A year-end report is in some ways a kind of magical thinking. It makes the assumption that we can push a cosmic pause button that gives us time to both reflect on and tie up the happenings of the previous year in a neat package that can then be filed away. But time didn’t stop on December 31, 2020 and what we accomplished or failed to achieve this past year is all part of the information that we are still working with and adding to in 2021. In light of this, the most important thing I have to report with respect the life of Emmanuel Presbyterian Church in 2020 is that God is faithful; God’s mercies are new every morning and we can expect that to continue into 2021.

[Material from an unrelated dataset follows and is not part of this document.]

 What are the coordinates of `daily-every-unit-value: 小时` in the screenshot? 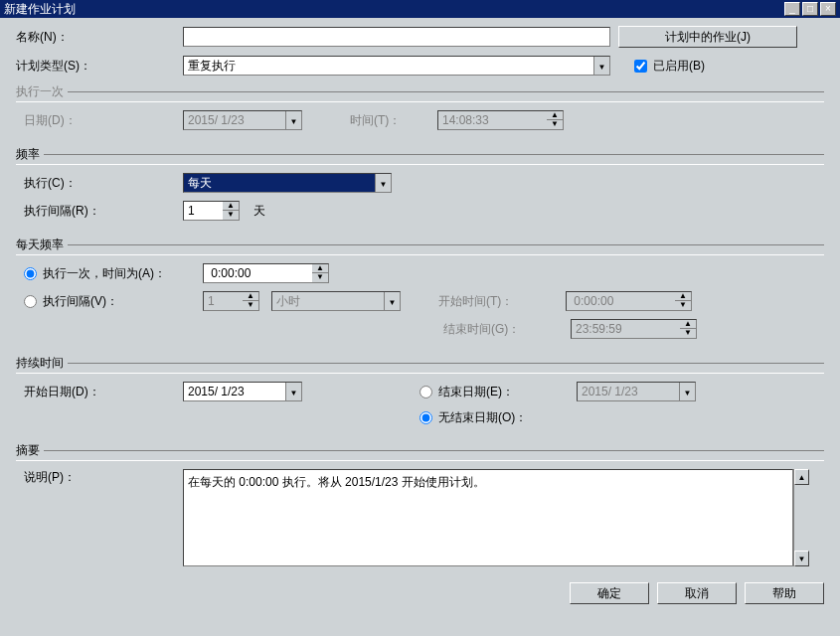 It's located at (328, 301).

When the world went into lock-down in early March because of the pandemic, our life together was up-ended and we had to figure out some way to meet without actually being in the same room. We’ve done pretty well with that adjustment. It has been both an exhausting and energizing thing to go through this process. It is never easy to be dispossessed of what you think are normal expectations. Yet when this happens there is a corresponding call to innovation and adaptation. The former depletes us; the latter restores us.

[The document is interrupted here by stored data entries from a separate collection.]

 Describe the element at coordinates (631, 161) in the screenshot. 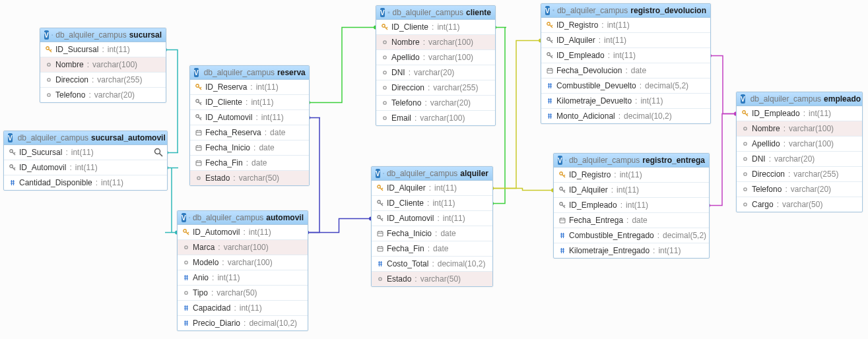

I see `table-header: Vdb_alquiler_campusregistro_entrega` at that location.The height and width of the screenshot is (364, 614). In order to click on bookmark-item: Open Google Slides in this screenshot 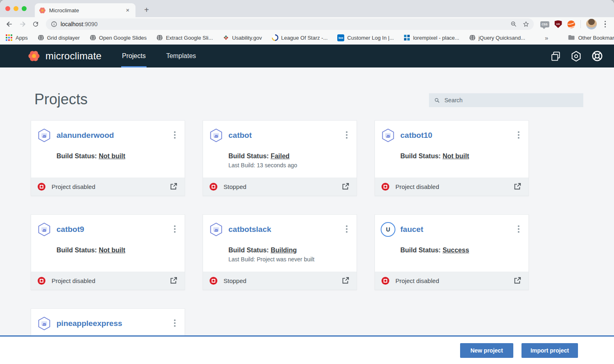, I will do `click(118, 38)`.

We have known both of these states of being over the last 11 months. We have lost some folks due to lack of connectivity to the internet. We have lost others due to their fatigue and frustration with a church that is choosing not to come together in our sanctuary for worship. We have lost others because of life circumstances related to Covid-19 that have caused them to move away from Bothell. Some of these folks we will see again when we return to the practice of gathering in our sanctuary for worship, but some won’t be returning. Yet that said, we have also welcomed a number of new people into our fellowship at this time. For a variety of reasons Emmanuel has become a welcoming place for folks even in this time when our gathering place is virtual. On most Sundays 90-100 devices log into our Zoom worship service and many of these screens have more than one person sitting before them. And that means that our worship attendance has actually grown.

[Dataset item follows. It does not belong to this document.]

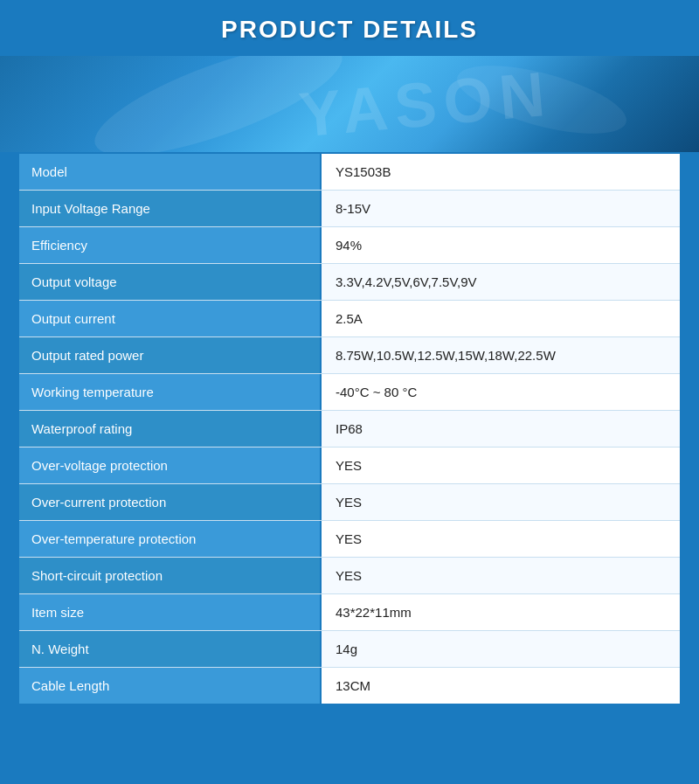 The image size is (699, 784). I want to click on cell-value: 2.5A, so click(501, 318).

Pastors joke that the standard metric of success for a congregation is “Butts in the pews and bucks in the plate.” The absence of both pews and plates makes for potentially very bad news for a congregation. Yet not so for us. Our giving and our attendance have remained steady this past year. Not only is God faithful, but so are you. You are hanging in there and working to show up even when you can’t meet together in our sanctuary and narthex. Thank you for your faithfulness that is born of the faithfulness of God.
I can’t say this with absolute certainty, but I suspect that the congregation of Emmanuel Presbyterian Church has been asked to go through more change this past year than it has ever been asked to endure before. I have heard it said that all change is often initially experienced as loss. Indeed, the loss of meeting together in our sanctuary is a big one. By all rights, it should have killed us. Losing the place where we expect to live our life together feels life threatening. It requires enormous adaptation. It is like asking fish to develop lungs and legs so they can live on land or asking us terrestrial mammals to grow bigger lungs and fins so that we can join our cousins in the sea. That’s a tall order!
Yet what makes adaptation possible is that there are still points that do not change. One of those is God’s faithfulness to us. The big, big heart of God has not stopped being the place in which we primarily dwell. My prayer for 2021 is that we can spend more time resting in this truth than being anxious about the yet unknown ways in which we will be invited to adapt. It is hard to know what is before us, but we can rest in the truth of where we are. We’re fixed firmly on the rock of Jesus Christ and this foundation is one from which we can’t be shaken loose.